Starting with humans—because we do pretty much have to refer to ourselves to start to build an animist understanding of the world—we can see that, for example, chimpanzees and bonobos are about 99 percent similar to humans (depending on the method used). That is, they are almost completely persons like us. One only need watch them to see that they think and act much like us—that we are kin, even if separated by several million years of evolutionary changes.
On the other hand, cattle are maybe 50 or 60 percent like us humans. Plants are about 25 percent similar to humans in their DNA, and so they are persons who are about 25 percent like us. Slime molds (among the simplest of the eukaryotes) are about 18 percent similar, and are therefore persons that percent similar to us. Yes, that means that chimps and bonobos are 1 to 5 percent different, plants 75 percent different, and slime molds 82 percent different. But the point?
Is there any point where there is a clear dividing line between the kindreds? Sure, we can classify based on group likenesses and suchlike, but our classifications are a description of reality, not reality itself.
Even the archaic relatives of bacteria share at least a few percent of the DNA of humans. So, even though they are all very different from us, we can say that they do share at least some of our traits—that they are at least a few percent like us.
We can say they are other-than-human persons who differ from us in many ways, but still share some characteristics. And maybe most WEIRD people can wrap their heads around this concept, and understand the idea of other living things being other-than-human persons.
At the very least, we should recognize that they are our relations, our ‘kin,’ even if separated by hundreds of million to several billion years of evolution.
But for WEIRD people, the step to inanimate stuff being people is a more difficult jump. When you think about it, some non-living things will become part of living things, and parts of some living things will become part of the nonliving things. So even the inanimate “theys” in the world still have something in common with us humans, against whom we are measuring similarity.
Maybe only a few percent, maybe less—but none of it ever drops to zero percent, even if it comes close. After all, they are still made of matter, of atoms, of energy, and they are here in the world with us, subject to the same laws of physics within the same environmental context.

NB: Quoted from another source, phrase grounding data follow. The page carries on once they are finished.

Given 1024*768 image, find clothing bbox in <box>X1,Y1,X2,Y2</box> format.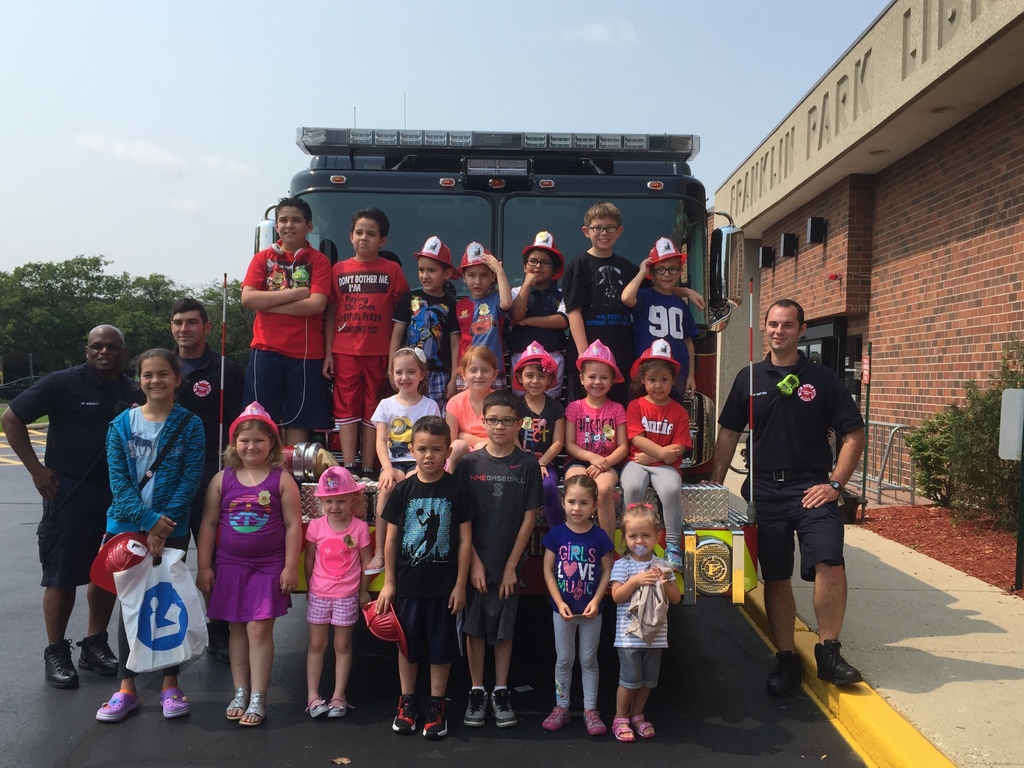
<box>440,376,518,456</box>.
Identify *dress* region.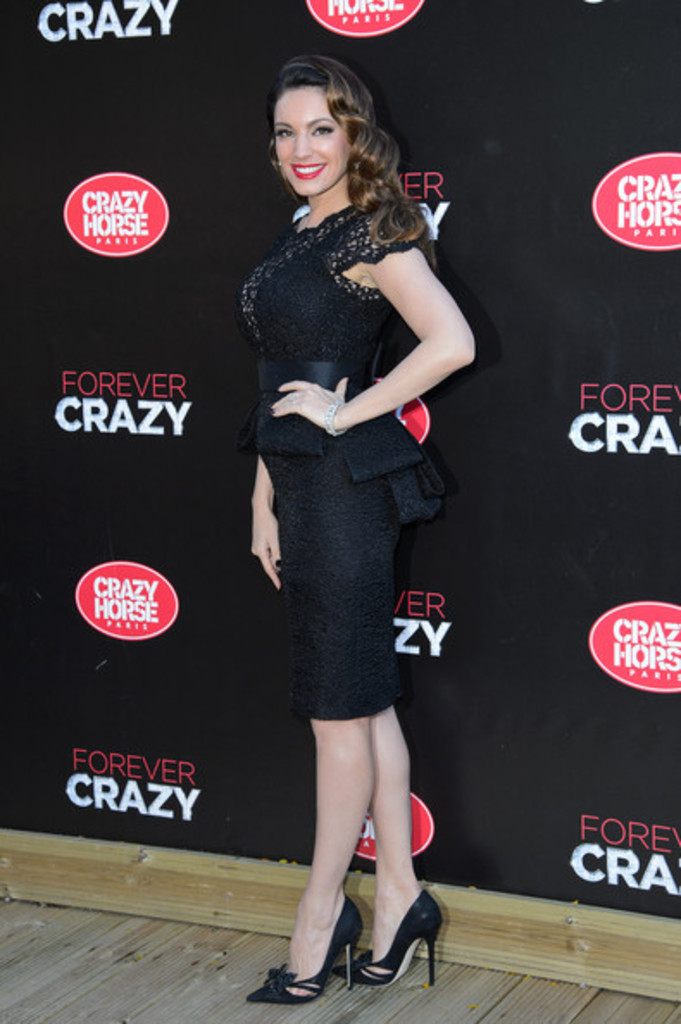
Region: 241/203/445/714.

Even in another galaxy.
Some things will never be part of living things as we define them, but they still have some fraction of attributes that are related to humans—made of atoms of the same sort as in humans, subject to gravity and the other forces and laws of physics, and so on. So, even though they may be 99.999 percent different, they are still a little bit like us, even if it’s just 0.001 percent, or even less.
WEIRD people classify them as “It.” Animists, on the other hand, recognize that we can choose to extend to them the category of personhood, a status as persons who are other-than-human, who are deserving of consideration and respect due to any human person, even though they are different. This is what a WEIRD person who is seeking to become an animist must do—stretch the definitions in their minds so that they can make anything else in the universe be a person, just like them.
So, to become an animist, I would say that a WEIRD person must break out of the WEIRD thought patterns, the worldview. It’s not easy to do; I still haven’t completely mastered it. It would probably be easier if I learned a language that was more compatible with animism than English is. But I’m working on breaking out, because animism is the way I relate to the world, not in the WEIRD way I learned to relate to the world through the dominant culture where and when I live.